AUSTIN

The Music Man
Those who consider Spotify the scourge of the music business won’t get sympathy at Gary Powell’s talk “Can Music Survive the Music Business?” “The business of music has been failing ever since some prehistoric herdsman improvised a song to his favorite yak,” Powell, a senior lecturer at the Butler School of Music at the University of Texas at Austin, is quoted as saying on the event site. Powell is more than just a professorial type waxing philosophic. He draws on his experiences as a performer (he started out in 1969 as a Texas A&M Singing Cadet), a composer for Disney (“A Bug’s Life Sing-Along” earned a Grammy nomination) and a songwriter (he has written for the Russian-American comedian Yakov Smirnoff) to give an insider’s perspective on the business of intellectual property rights. The talk should appeal to the large pool of music professionals in Austin and inspire a thoughtful dialogue on striking a balance between income and artistic freedom in an industry facing challenges brought on by rapidly changing technology and desperation.
AT&T Executive Education and Conference Center, September 5, 11:30 a.m., texasenterprise.utexas.edu

 

SAN ANTONIO

State of Art
Hundreds of independent galleries across Texas support the state’s thriving arts scene by showcasing work by local artists. Unfortunately—or fortunately—there is too much good work to exhibit, and a lot of deserving stuff goes unseen. The Texas Biennial, an independent survey of the state’s contemporary art, rectifies that by creating a grand exhibition of work chosen by top curators, artists and critics who sift through submissions gathered from an open call. In its first three incarnations, the biennial showed work at multiple sites in Austin, and in 2011, the show expanded to include sites in Houston and San Antonio. This year, for the first time, all the new chosen work will be presented under one roof, starting Thursday at the Blue Star Contemporary Art Museum. But art enthusiasts who can’t travel to San Antonio can still enjoy the state’s abundant creativity: the biennial will also include a fifth anniversary exhibition of past artists occurring simultaneously at the Lawndale Art Center, in Houston, and at Big Medium, in Austin, and there will be supplementary programming in Dallas and Marfa.
Various locations, August 30-November 9, texasbiennial.org

HOUSTON 

The Big Build
There is probably no one in Texas who is more obsessed with architecture than Gerald Moorhead, the Rice University lecturer in architecture and the architect laureate of Kazakhstan. Mr. Moorhead has been in the business of buildings for 40 years, as an architect and as an architectural journalist, writing about and taking photographs of the structures dotting the state’s landscape. For the “Authors in Architecture” series at Architecture Center Houston, Moorhead will present his new book, the 608-page “Buildings of Texas: Central, South and Gulf Coast,” the first in a two-volume set covering all of Texas. Learn specifically about Austin, Corpus Christi, Houston and San Antonio, with more than 1,000 entries, among them Spanish missions, log cabins, German stone houses, modern skyscrapers, and postmodern retail strips. Before Moorhead’s discussion, attendees can get in the right frame of mind with a guided tour of the host site, the Oak Forest Neighborhood Library,  which recently received an award-winning midcentury makeover.
Oak Forest Neighborhood Library, September 5, 5:30 p.m., aiahouston.org

GALVESTON

Beer Gardens
Fireworks, live music and the 242 lush acres at Moody Gardens help make for an intoxicating weekend at the BrewMasters Craft Beer Festival—and that doesn’t even count the 400 fine beers available. Among the high points are some of California’s finest brewers, like Ballast Point,  Lagunitas, and Stone, as well as Dogfish, the offbeat Delaware brewer that promises to serve both 120, regarded as the ultimate in India pale ales and Red and White, an unusual blend of Belgian-style wheat beer and pinot noir. But the holy grail might be an offering from Real Ale, based in Blanco: the 2011 fifteenth anniversary collector’s edition of Devil’s Backbone, a beer held up as the finest made in Texas.
Moody Gardens, August 30-September 1, brewmastersbeerfest.com

AUSTIN

All in the Family
The Dallas gospel-rock band the Relatives formed more than forty years ago, but it wasn’t until February that the band released its first proper CD, The Electric Word, produced by Jim Eno and featuring songs the band will perform at the Long Center’s “So Long Summer” series.
Long Center, August 31, 8 p.m., therelativesgospel.com

SAN ANTONIO

Together in Sound
The critically acclaimed Mexican-American rock band the Krayolas broke up in the eighties and reunited in 2007 to record the song “Little Fox” with the Tex-Mex organist Augie Meyers, who will join the band for a hometown show in support of its new album, Tormenta.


- _TASK PROMPT_
Reproduce the data below word for word, setting aside any picture it holds.

··· RECORD EXCERPTS ···

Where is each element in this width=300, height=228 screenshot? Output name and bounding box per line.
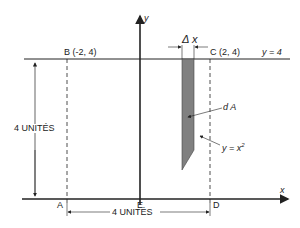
- curve-label: y = x2: [222, 142, 245, 153]
- area-strip: [182, 59, 194, 170]
- delta-x-label: Δ x: [182, 34, 198, 45]
- area-diagram: [0, 0, 300, 228]
- point-b-label: B (-2, 4): [64, 48, 97, 57]
- point-a-label: A: [57, 201, 63, 210]
- line-label: y = 4: [262, 48, 282, 57]
- x-axis-label: x: [280, 186, 285, 195]
- point-c-label: C (2, 4): [210, 48, 240, 57]
- y-axis-label: y: [144, 14, 149, 23]
- point-e-label: E: [137, 201, 143, 210]
- da-label: d A: [223, 103, 236, 112]
- width-dimension-label: 4 UNITÉS: [112, 208, 153, 217]
- point-d-label: D: [213, 201, 220, 210]
- height-dimension-label: 4 UNITÉS: [14, 124, 55, 133]
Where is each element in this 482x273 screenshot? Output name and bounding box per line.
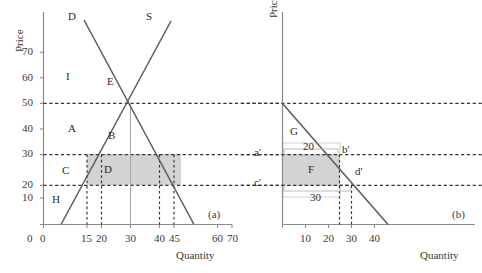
panel-b-region-label-G: G bbox=[290, 126, 298, 137]
panel-a-y-tick-70: 70 bbox=[22, 46, 33, 57]
panel-b-x-tick-40: 40 bbox=[369, 233, 380, 244]
panel-a-demand-curve-label: D bbox=[68, 11, 76, 22]
panel-b-x-tick-10: 10 bbox=[300, 233, 311, 244]
panel-a-x-tick-20: 20 bbox=[96, 233, 107, 244]
panel-a-region-label-A: A bbox=[68, 123, 76, 134]
panel-a-x-tick-40: 40 bbox=[154, 233, 165, 244]
panel-b-point-label-a-prime: a' bbox=[254, 147, 261, 158]
panel-a-x-axis-title: Quantity bbox=[176, 250, 215, 261]
panel-a-region-label-C: C bbox=[62, 165, 69, 176]
figure-canvas bbox=[0, 0, 482, 273]
panel-b-y-axis-title: Price bbox=[268, 0, 279, 18]
panel-b-x-axis-title: Quantity bbox=[420, 250, 459, 261]
panel-a-region-label-H: H bbox=[52, 194, 60, 205]
panel-b-point-label-d-prime: d' bbox=[355, 166, 362, 177]
panel-a-y-tick-50: 50 bbox=[22, 97, 33, 108]
panel-a-region-label-D: D bbox=[104, 164, 112, 175]
panel-b-x-tick-30: 30 bbox=[346, 233, 357, 244]
panel-a-x-tick-15: 15 bbox=[81, 233, 92, 244]
panel-b-x-tick-20: 20 bbox=[323, 233, 334, 244]
panel-a-x-tick-0: 0 bbox=[40, 233, 46, 244]
supply-demand-figure: Price Quantity 0 10 20 30 40 50 60 70 0 … bbox=[0, 0, 482, 273]
panel-a-y-tick-30: 30 bbox=[22, 148, 33, 159]
panel-a-y-tick-0: 0 bbox=[27, 233, 33, 244]
panel-a-x-tick-60: 60 bbox=[212, 233, 223, 244]
panel-b-point-label-c-prime: c' bbox=[254, 177, 261, 188]
panel-a-demand-curve bbox=[84, 20, 194, 225]
panel-a-shaded-region bbox=[87, 154, 181, 185]
panel-b-span-label-20: 20 bbox=[303, 141, 314, 152]
panel-a-y-tick-40: 40 bbox=[22, 123, 33, 134]
panel-b-span-label-30: 30 bbox=[310, 192, 321, 203]
panel-a-region-label-B: B bbox=[108, 130, 115, 141]
panel-a-y-tick-60: 60 bbox=[22, 72, 33, 83]
panel-a-region-label-I: I bbox=[66, 71, 70, 82]
panel-a-x-tick-30: 30 bbox=[125, 233, 136, 244]
panel-a-supply-curve bbox=[61, 21, 171, 225]
panel-b-caption: (b) bbox=[452, 209, 465, 220]
panel-a-y-tick-10: 10 bbox=[22, 192, 33, 203]
panel-a-equilibrium-label: E bbox=[107, 76, 114, 87]
panel-a-caption: (a) bbox=[208, 209, 220, 220]
panel-a-x-tick-70: 70 bbox=[227, 233, 238, 244]
panel-a-supply-curve-label: S bbox=[146, 11, 152, 22]
panel-a-y-tick-20: 20 bbox=[22, 179, 33, 190]
panel-b-point-label-b-prime: b' bbox=[342, 144, 349, 155]
panel-a-x-tick-45: 45 bbox=[169, 233, 180, 244]
panel-b-region-label-F: F bbox=[308, 164, 314, 175]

···

- _ANSWER BELOW_
Where is each element in this width=300, height=228 screenshot? Output name and bounding box per line.
- curve-label: y = x2: [222, 142, 245, 153]
- area-strip: [182, 59, 194, 170]
- delta-x-label: Δ x: [182, 34, 198, 45]
- area-diagram: [0, 0, 300, 228]
- point-b-label: B (-2, 4): [64, 48, 97, 57]
- point-a-label: A: [57, 201, 63, 210]
- line-label: y = 4: [262, 48, 282, 57]
- x-axis-label: x: [280, 186, 285, 195]
- point-c-label: C (2, 4): [210, 48, 240, 57]
- y-axis-label: y: [144, 14, 149, 23]
- point-e-label: E: [137, 201, 143, 210]
- da-label: d A: [223, 103, 236, 112]
- width-dimension-label: 4 UNITÉS: [112, 208, 153, 217]
- point-d-label: D: [213, 201, 220, 210]
- height-dimension-label: 4 UNITÉS: [14, 124, 55, 133]
Where is each element in this 482x273 screenshot? Output name and bounding box per line.
panel-b-region-label-G: G bbox=[290, 126, 298, 137]
panel-a-y-tick-70: 70 bbox=[22, 46, 33, 57]
panel-b-x-tick-40: 40 bbox=[369, 233, 380, 244]
panel-a-demand-curve-label: D bbox=[68, 11, 76, 22]
panel-b-x-tick-10: 10 bbox=[300, 233, 311, 244]
panel-a-x-tick-20: 20 bbox=[96, 233, 107, 244]
panel-a-region-label-A: A bbox=[68, 123, 76, 134]
panel-a-x-tick-40: 40 bbox=[154, 233, 165, 244]
panel-b-point-label-a-prime: a' bbox=[254, 147, 261, 158]
panel-a-x-axis-title: Quantity bbox=[176, 250, 215, 261]
panel-a-region-label-C: C bbox=[62, 165, 69, 176]
figure-canvas bbox=[0, 0, 482, 273]
panel-b-y-axis-title: Price bbox=[268, 0, 279, 18]
panel-b-x-axis-title: Quantity bbox=[420, 250, 459, 261]
panel-a-region-label-H: H bbox=[52, 194, 60, 205]
panel-b-point-label-d-prime: d' bbox=[355, 166, 362, 177]
panel-a-y-tick-50: 50 bbox=[22, 97, 33, 108]
panel-a-region-label-D: D bbox=[104, 164, 112, 175]
panel-b-x-tick-30: 30 bbox=[346, 233, 357, 244]
panel-a-x-tick-15: 15 bbox=[81, 233, 92, 244]
panel-b-x-tick-20: 20 bbox=[323, 233, 334, 244]
panel-a-x-tick-0: 0 bbox=[40, 233, 46, 244]
supply-demand-figure: Price Quantity 0 10 20 30 40 50 60 70 0 … bbox=[0, 0, 482, 273]
panel-a-y-tick-30: 30 bbox=[22, 148, 33, 159]
panel-a-y-tick-0: 0 bbox=[27, 233, 33, 244]
panel-a-x-tick-60: 60 bbox=[212, 233, 223, 244]
panel-b-point-label-c-prime: c' bbox=[254, 177, 261, 188]
panel-a-demand-curve bbox=[84, 20, 194, 225]
panel-a-shaded-region bbox=[87, 154, 181, 185]
panel-b-span-label-20: 20 bbox=[303, 141, 314, 152]
panel-a-y-tick-40: 40 bbox=[22, 123, 33, 134]
panel-b-span-label-30: 30 bbox=[310, 192, 321, 203]
panel-a-region-label-B: B bbox=[108, 130, 115, 141]
panel-a-y-tick-60: 60 bbox=[22, 72, 33, 83]
panel-a-region-label-I: I bbox=[66, 71, 70, 82]
panel-a-x-tick-30: 30 bbox=[125, 233, 136, 244]
panel-a-supply-curve bbox=[61, 21, 171, 225]
panel-b-caption: (b) bbox=[452, 209, 465, 220]
panel-a-y-tick-10: 10 bbox=[22, 192, 33, 203]
panel-a-equilibrium-label: E bbox=[107, 76, 114, 87]
panel-a-caption: (a) bbox=[208, 209, 220, 220]
panel-a-x-tick-70: 70 bbox=[227, 233, 238, 244]
panel-a-supply-curve-label: S bbox=[146, 11, 152, 22]
panel-a-y-tick-20: 20 bbox=[22, 179, 33, 190]
panel-b-point-label-b-prime: b' bbox=[342, 144, 349, 155]
panel-a-x-tick-45: 45 bbox=[169, 233, 180, 244]
panel-b-region-label-F: F bbox=[308, 164, 314, 175]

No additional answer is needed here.